Of course the British failure, if we can call it that given BookBeat UK is still there, is down to publisher reluctance to engage with the BookBeat subscription model, not consumer resistance.

But what chance BookBeat flourishing in Norway? As we asked above, just how many digital book streaming platforms can a small minor-language country like Norway – with a total population smaller than that of London – meaningfully support?

Bok365 offers us some useful numbers for the Norwegian market:

Storytel NO (Cappelen Damm / Egmont) is the clear market leader with over 150,000 Norwegian subscribers, while Lydbokforlaget (Aschehoug and Gyldendal)’s Fabel, which launched about the same time as BookBeat UK, was already at 50,000 subscribers by summer 2018. No more recent figures available it seems.

Nextory of course launched in Norway in May of this year –

and in October was reporting “strong growth”, but Nextory famously does not share its numbers, so we have to be satisfied with broad indicators.

Bok365 carries an item I’d previously missed, perhaps during one of our periodic internet downtimes:

Ebok.no/Vigmostad & Bjørke also announced in early May a major investment, where they would launch a power service together with Coop – but since then it has been quiet.

In any case Ebok.no is not in any way a pretender to the Norwegian streaming market throne, and the launch of first Nextory and now BookBeat in this small market may well mark the beginning of the end for Ebok.no.

Bok365 also carries an interview with Bonnier Books CEO Håkan Rudels, which confirms the TNPS headline that a price war is on the cards.

The Norwegian market is important to us, also for BookBeat. There we are willing to use the tools that are needed. Subscription price will be a natural tool for entering a market. And then I think you can safely predict that 2022 is the year that the most money will be spent on marketing books and literature in Norway ever.

Quoting Swedish trade journal Svensk Bokhandel Nok365 notes that BookBeat had total losses since launch of SEK 450 million ($49 million), down to SEK 79 million ($8.7 million) in 2020, with Sweden and Finland in profit.

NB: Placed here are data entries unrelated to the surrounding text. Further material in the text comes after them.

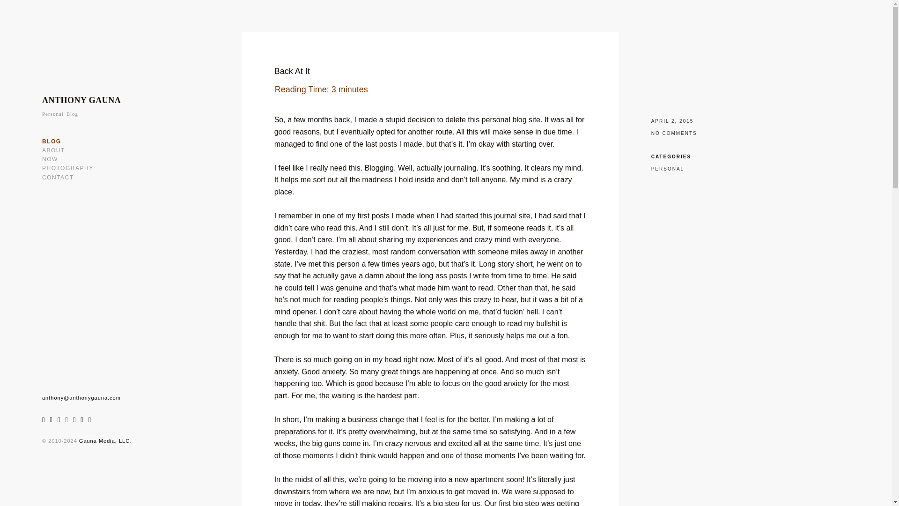 The width and height of the screenshot is (899, 506). I want to click on Gauna Media, LLC, so click(104, 441).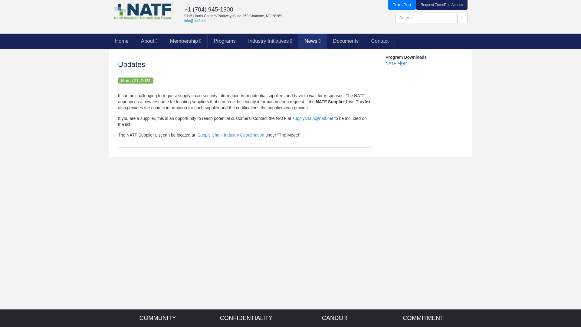 The width and height of the screenshot is (581, 327). What do you see at coordinates (185, 41) in the screenshot?
I see `Membership` at bounding box center [185, 41].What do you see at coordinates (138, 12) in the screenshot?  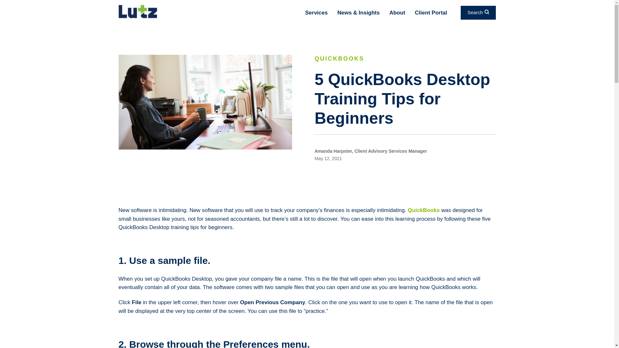 I see `lutz logo ` at bounding box center [138, 12].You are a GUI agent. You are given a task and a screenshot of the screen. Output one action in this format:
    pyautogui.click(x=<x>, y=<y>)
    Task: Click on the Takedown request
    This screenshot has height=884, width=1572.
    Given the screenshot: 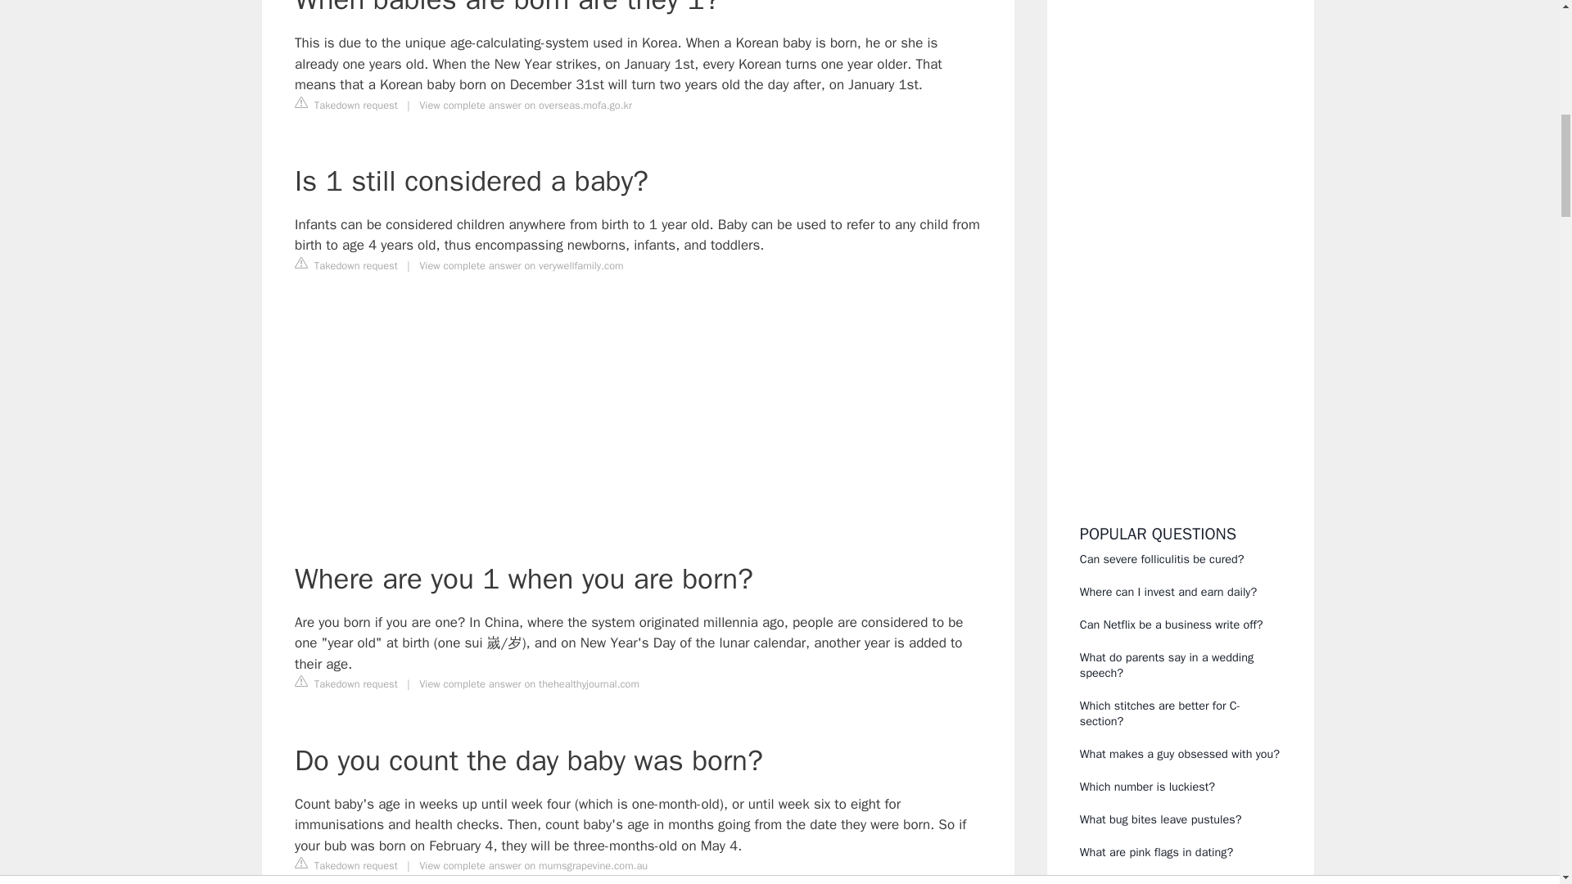 What is the action you would take?
    pyautogui.click(x=345, y=105)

So where does this leave us?

On the one hand we have BookBeat entering a mature and proven digital market where audiobooks are a staple and if anything it will be ebooks that are the hard sell.

In that respect this will be interesting to watch as an example of a new and late-arrival competitor in a tiny market.

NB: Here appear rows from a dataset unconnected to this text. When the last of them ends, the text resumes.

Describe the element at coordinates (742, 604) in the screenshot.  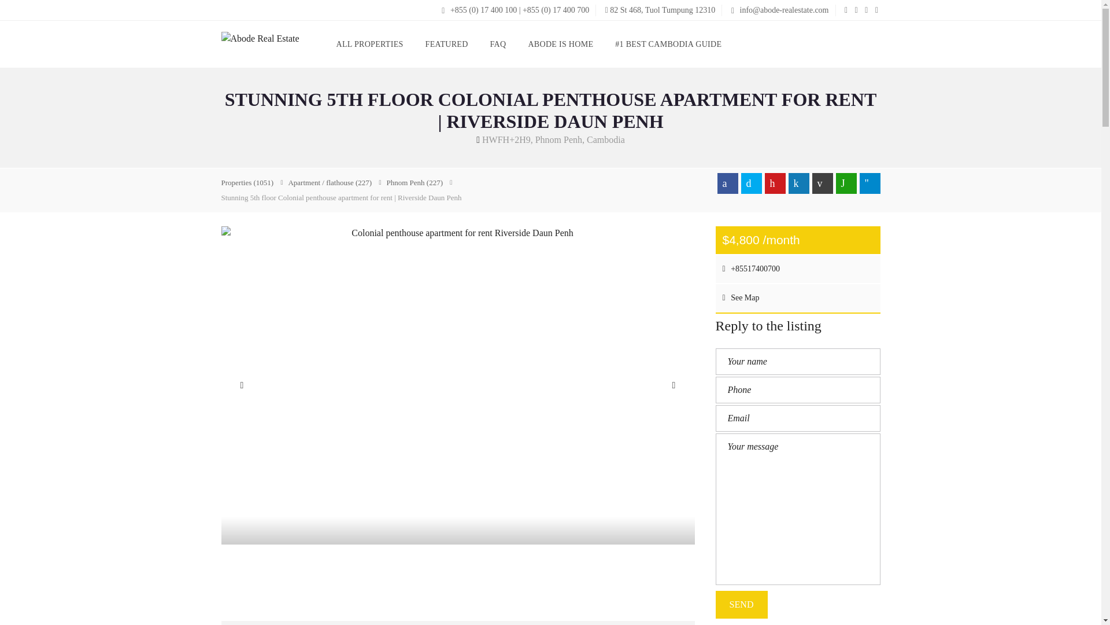
I see `Send` at that location.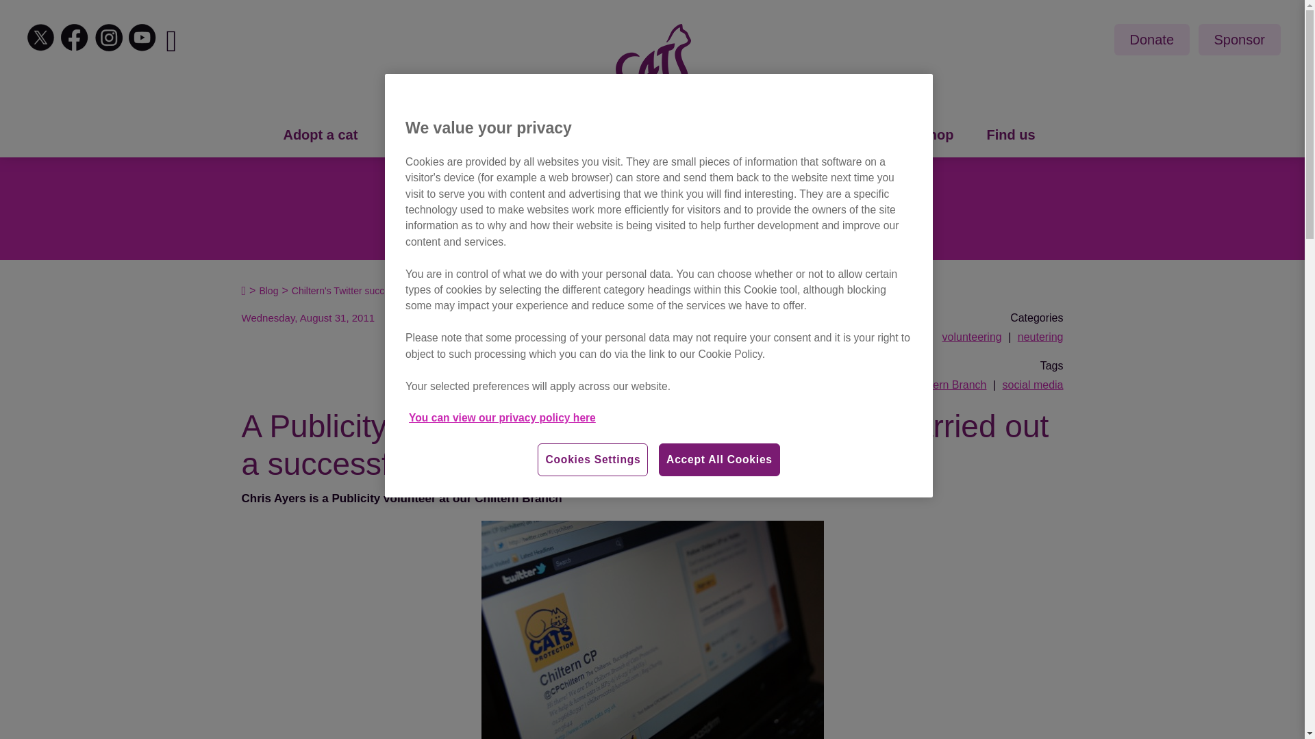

This is going to be a battle for market share rather than gaining consumer interest in a product already well-established. That makes it easier for BookBeat, given its publisher background and Bonnier’s reputation in the region.

But the price war, while great for consumers, may force down margins for publishers and rival streaming services, and especially Nextory, which only launched in Norway in May and alone among the players does not have its own content, which is of course where the big margins are.

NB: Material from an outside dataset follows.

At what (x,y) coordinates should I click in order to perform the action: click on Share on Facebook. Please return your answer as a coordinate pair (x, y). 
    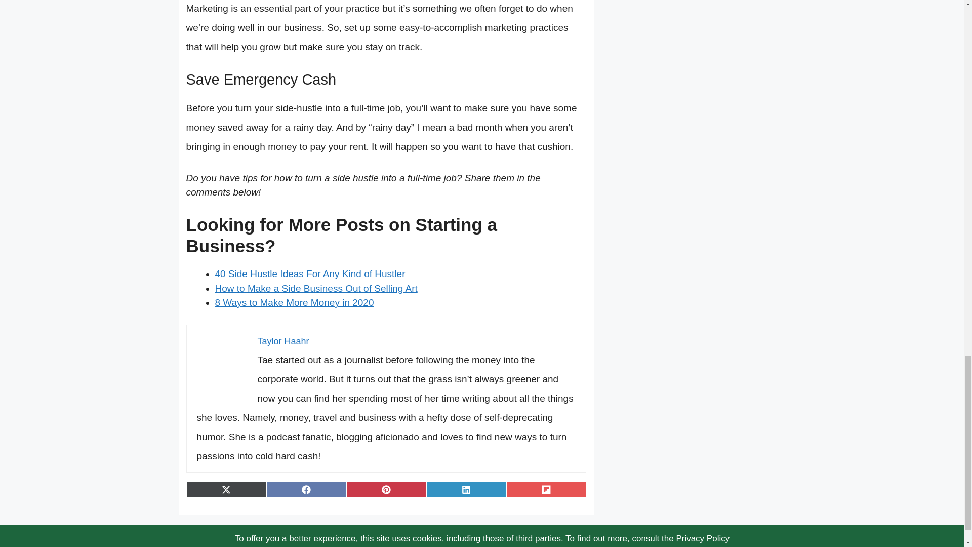
    Looking at the image, I should click on (306, 489).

In that respect Bonnier, as a major publisher on the world stage, has a significant advantage over even Storytel, should it choose to heavily push its own content into Norway, even at this late stage. And of course that is one of the clear benefits of owning the platform. It will be BookBeat that decides what gets in front of the subscribers.

But the cold reality is, Bonnier really didn’t have much choice but to have a presence in Norway, if only for sake of appearances, and this begs the question about Bonnier’s – and therefore BookBeat’s – wider ambitions.

Bonnier is a largely Europe-focussed operation and BookBeat wholly so, and it is neither realistic nor likely that Bonnier, deep-pocketed as it is, will be throwing about the kind of cash Nextory and Storytel are attracting from outside investors to fuel their expansion.

While both Storytel and Nextory have adopted acquisition of existing players as way to enter new markets, that seems an unlikely path for Bonnier to pursue, unless it were a publisher-owned platform.

In that respect BookBeat CEO Niclas Sandin, for all his bold ambitions and aspirations, has his hands tied by Bonnier’s purse strings, and BookBeat’s ability to compete with Storytel, Nextory and the many other streaming players out there in the wider world will be largely dependent on how far Bonnier wants to go.